Ramos just nods. "They saw already."

He doesn't explain. He just lowers the volume on his phone, shifts so his head is more comfortable on the folded hoodie, and returns to his episode with the sort of ease that makes everyone else wonder if he even knows what pressure is.

Around him, the gym fills with the soft clatter of equipment, snippets of conversation, the sharp thump of early-morning drills, normal sounds that fold easily around the champion who looks like he's barely even started his day.

The first day at the gym, everyone assumes he's just a lazy national champion. They have no idea he already finished the real work while the city was still asleep.

***

The routine repeats itself for the next three days.

Every morning, without exception, the local fighters find him in the exact same spot, the wooden bench near the corner fan, slouched comfortably, laughing at the same kind of dumb jokes from the show.

Luffy and Usopp screaming their lungs out at Angle Beach in Skypiea becomes background noise to the gym itself.

By the fourth day, people start whispering. By the fifth, they're convinced:

The Philippine champion doesn't like training.
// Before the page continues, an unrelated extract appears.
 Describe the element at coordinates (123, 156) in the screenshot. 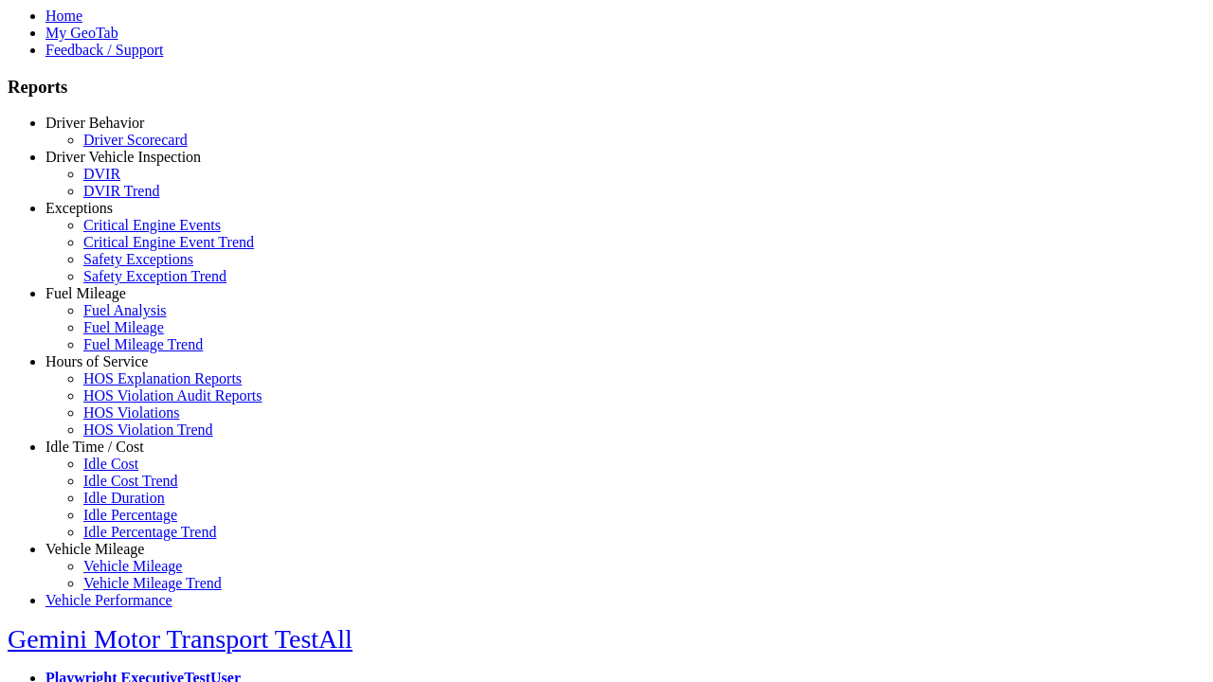

I see `a: Driver Vehicle Inspection` at that location.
He's just here for vacation.

He's too relaxed.

It doesn't matter that he arrives much earlier before everyone else. What everyone sees is the version of him he chooses to show: the tourist-champion who lounges and laughs like he's killing time, not preparing for a fight.

Even when a couple of journalists stop by the gym, they find him exactly like that; legs stretched out, eyes glued to his phone screen.

"Good day, Ramos-san!" One of them greets politely. "May we have a moment for a light interview?"

Ramos lifts a hand without looking away, grinning at the screen. "Wait. Wait. This part is good. Luffy's fighting a Shandia warrior right now. Very important. Five minutes."

The journalists trade looks, part baffled, part amused. At the very least, they've learned something unexpected: the Philippine champion is a genuine lover of Japanese anime, a detail that oddly fills them with a small harmless sense of national pride.

Finally, Ramos lowers his phone and stretches his arms overhead, a long lazy motion that earns a faint crack from his shoulders.

"So…" one of the journalists begins, "we heard you're scheduled for a spar today?"

"Yeah," Ramos says around a yawn. "But they're damn late. I hope they're not canceling out of fear. I'm actually a peace-loving guy, you know?"

They laugh politely, exchanging amused looks.

"Um…" Another leans forward. "You mentioned inviting some of Ryoma Takeda's previous opponents. Which of them are you scheduled to spar with today?"

"I can't remember their names," Ramos replies, tapping his temple. "No offense, just language barrier. It's not easy when the names themselves are so foreign to you."

As if summoned by that excuse, the gym door opens. A group steps inside, greeting the room with quiet bows.

The journalists immediately recognize them; Shunpei Noguchi, Sekino Yashinobu… and Mita Shiki, the former Japan Featherweight Champion.

Ramos bolts upright. "No way. That's Mita Shiki." He pats the journalists on the shoulders as he passes. "Excuse me… need to greet the champion. He's my idol."

The reporters watch him go, blinking at the sudden shift. They came expecting arrogance from the young champion. Instead, they see someone warm, respectful, even cheerful as he bows to the veterans.

One journalist murmurs, "So he's sparring with Noguchi and Sekino…"

"Why pick both? They've got completely different styles."

"Maybe he's making a point."

"A point?"

"A statement to Ryoma… that he can handle the same men just as easily. After all, he said before that Ryoma's undefeated record only comes from fighting weaker opponents."